Curbstoning, to an established auto dealer, is the practice of unlicensed car dealers selling cars from streetside, where the cars may be parked along the curb.  With a pretense of being an individual selling a car on his or her own, and with no fixed location, such dealers avoid the fixed costs and regulations that burden regular used car dealers, and, in the eyes of the dealers, constitute unfair competition.  Hence the numerous web sites touting the honesty and fair deals you get from your neighborhood used car dealer, and warning you against the allure of curbstoners.

To a statistician, curbstoning means something completely different – it is the practice of fabricating survey data on the part of interviewers.  Sometimes it is done to speed the work – an interviewer might simply sit at a desk (or, in the days when door-to-door surveys were the rule, on the curbstone) and fabricate 50 interviews in a small fraction of the time needed to actually find and talk to people. The Washington Statistical Society, together with the American Society of Public Opinion Research, held a session several years ago devoted to curbstoning. What motivations besides laziness may be at play?  How can statisticians detect it?

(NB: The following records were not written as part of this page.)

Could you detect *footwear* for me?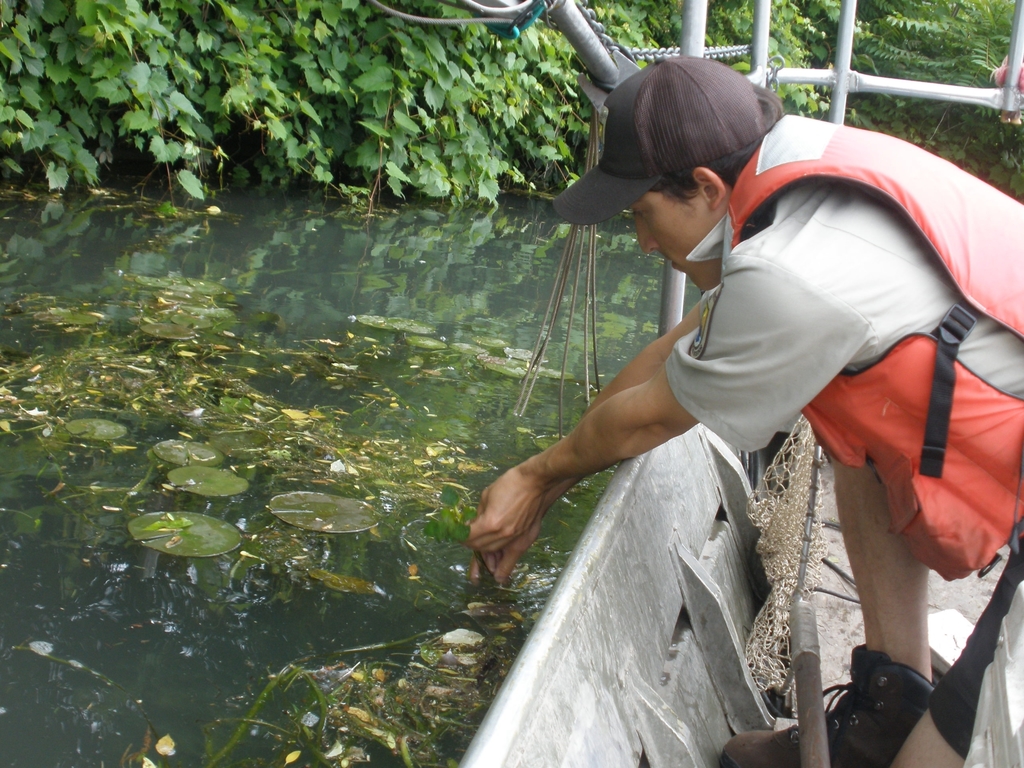
Detection result: crop(714, 642, 940, 767).
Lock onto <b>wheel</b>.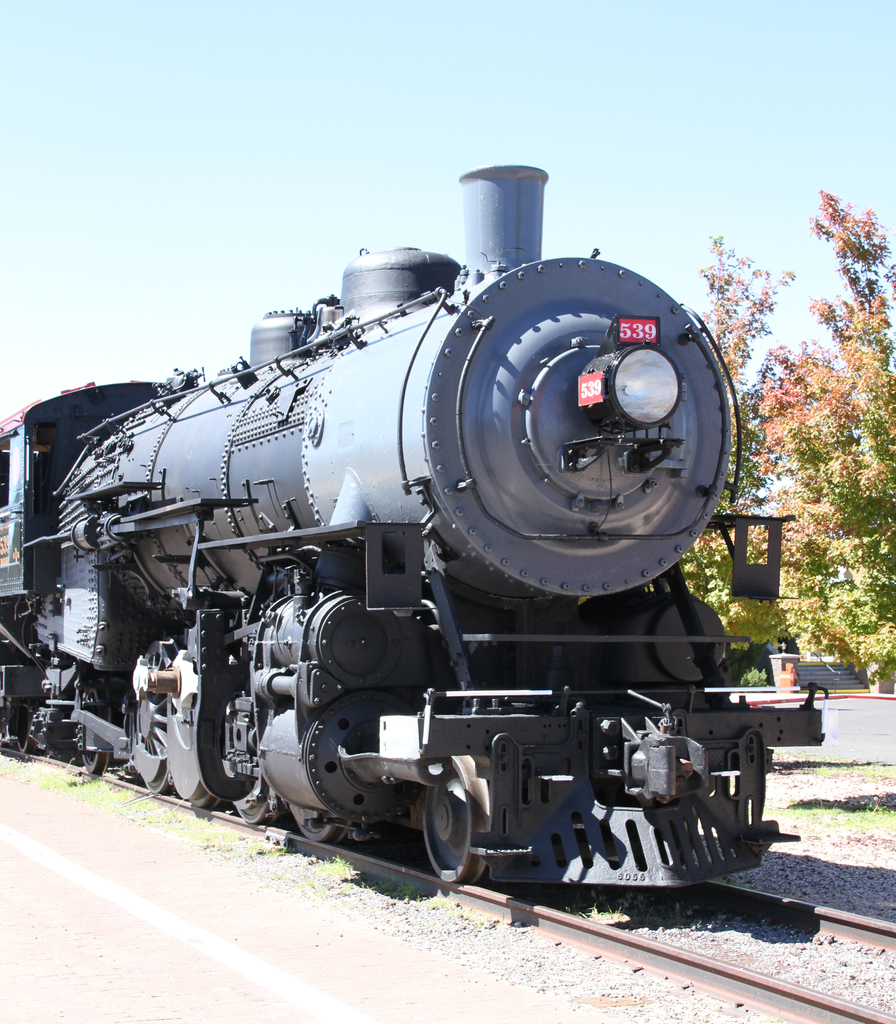
Locked: 417,764,497,870.
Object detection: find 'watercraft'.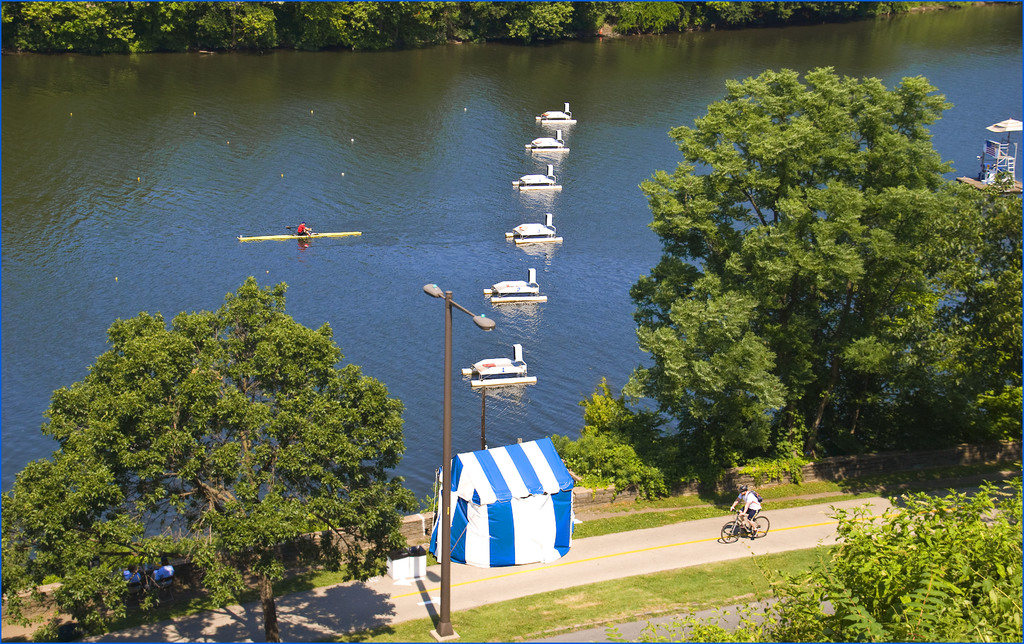
box(525, 130, 575, 150).
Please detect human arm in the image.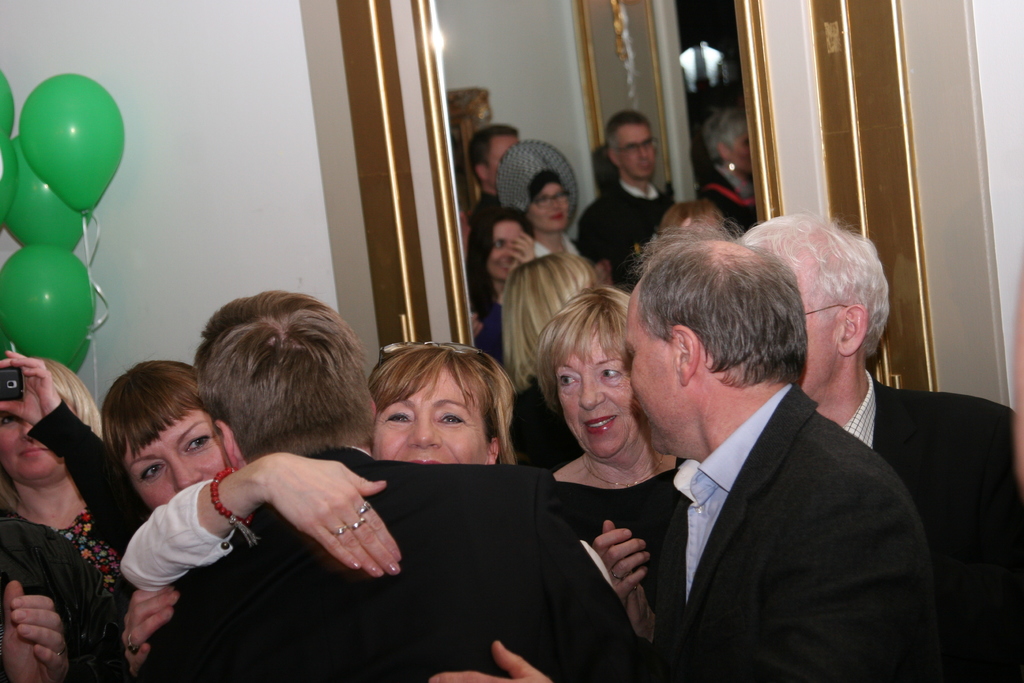
bbox=(185, 450, 409, 602).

Perhaps the mother of all curbstones is the 2014 survey by Green and LaCour concerning attitudes towards gay people.  They found that if the surveyor stated that he or she was gay, and shared some personal information, the respondent was less likely to express negative views towards gay people.   The findings received a lot of publicity. Recently, though, additional researchers studied the actual data and found irregularities. Most of which fell in the category of “the data are too perfect.”  The sampling technique described by Green and LaCour was “snowball” sampling (see here for more information), which is prone to bias and high variance.

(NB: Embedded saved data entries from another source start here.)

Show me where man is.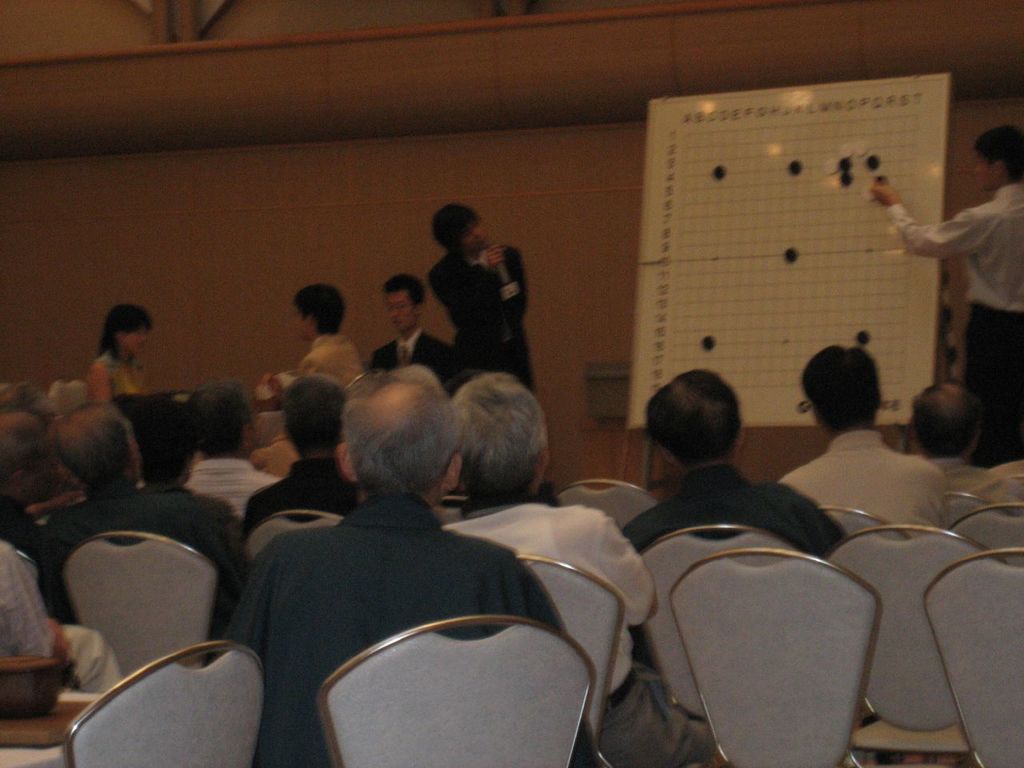
man is at 774/348/946/524.
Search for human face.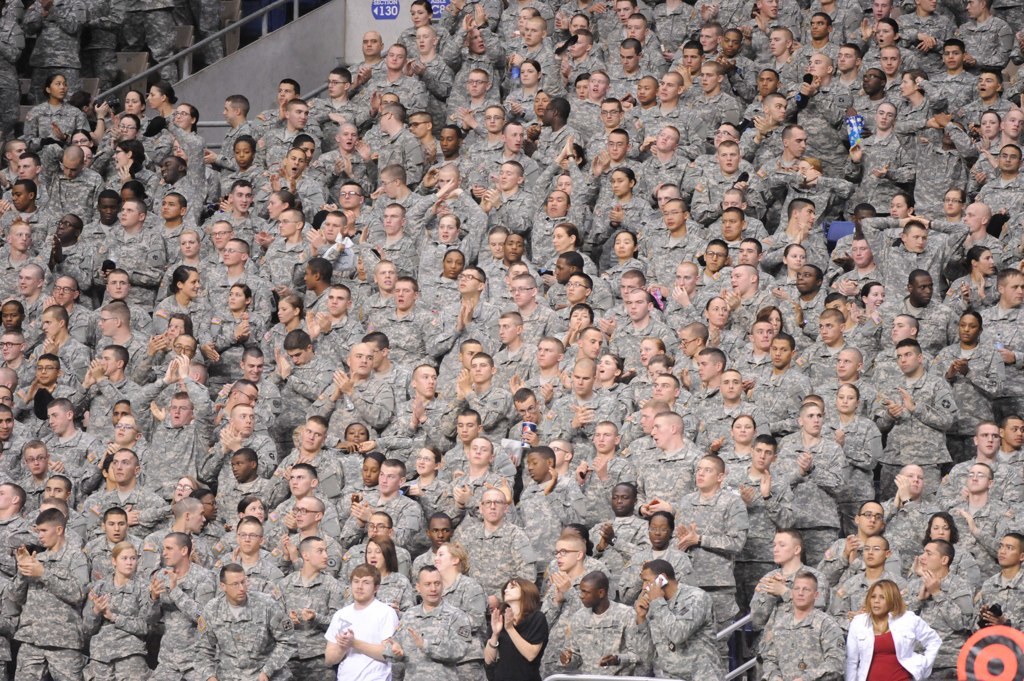
Found at (left=503, top=263, right=529, bottom=282).
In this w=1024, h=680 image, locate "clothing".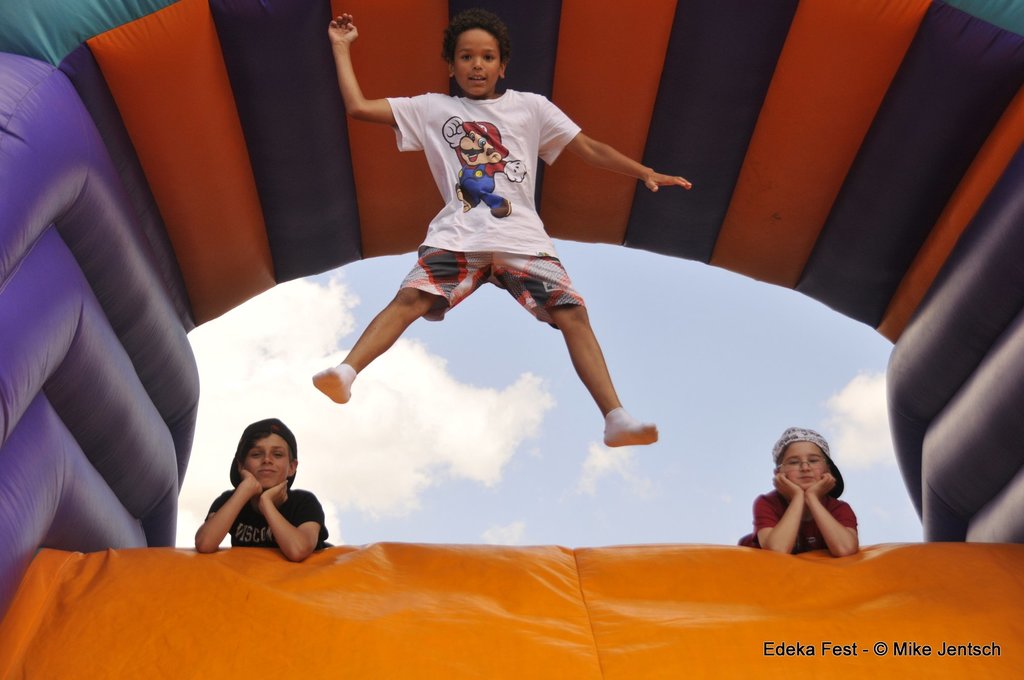
Bounding box: [391, 88, 588, 331].
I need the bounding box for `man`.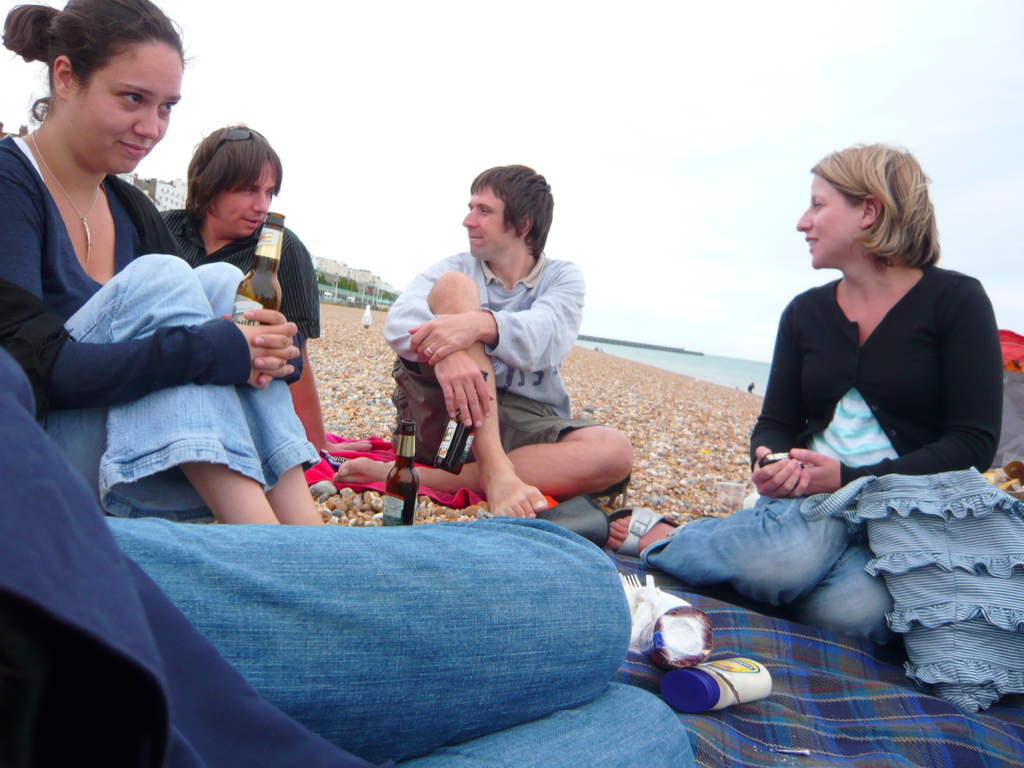
Here it is: select_region(168, 124, 375, 452).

Green and LaCour’s opinion survey (using the “gay feeling thermometer,”) however, resembled the data in a different open-source survey far too closely – the distribution of opinion was nearly identical to that survey, in fact.  Moreover, the survey’s reported change in respondent opinion was nearly perfectly normally distributed – “not one response out of thousands deviated meaningfully from this [normal] distribution.” Normal distributions are useful constructs for statistical methodology, but normal distributions this perfect are almost never encountered in the real world (except in cases where the measurement instrument has been carefully tweaked and honed over the years to produce a normal distribution – like the SAT test).

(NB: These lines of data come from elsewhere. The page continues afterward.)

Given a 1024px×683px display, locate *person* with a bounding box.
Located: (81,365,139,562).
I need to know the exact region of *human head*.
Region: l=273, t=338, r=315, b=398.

The statistical evidence was soon followed by other evidence and, with the concurrence of Green, Science retracted the article on May 28.  LaCour has not agreed to the retraction.

Recent Posts

  • Oct 6: Ethical AI: Darth Vader and the Cowardly Lion
    /
    0 Comments
  • Oct 19: Data Literacy – The Chainsaw Case
    /
    0 Comments
  • Data Literacy – The Chainsaw Case
    /
    0 Comments

About Statistics.com

Statistics.com offers academic and professional education in statistics, analytics, and data science at beginner, intermediate, and advanced levels of instruction. Statistics.com is a part of Elder Research, a data science consultancy with 25 years of experience in data analytics.

 The Institute for Statistics Education is certified to operate by the State Council of Higher Education for Virginia (SCHEV)

Our Links

  • Contact Us
  • Site Map
  • Explore Courses
  • About Us
  • Management Team
  • Contact Us
  • Site Map
  • Explore Courses
  • About Us
  • Management Team

Social Networks

Facebook Twitter Youtube Linkedin

Contact

The Institute for Statistics Education
2107 Wilson Blvd
Suite 850 
Arlington, VA 22201
(571) 281-8817

ourcourses@statistics.com

  • Contact Us
  • Site Map
  • Explore Courses
  • About Us
  • Management Team

© Copyright 2023 - Statistics.com, LLC | All Rights Reserved | Privacy Policy | Terms of Use

By continuing to use this website, you consent to the use of cookies in accordance with our Cookie Policy.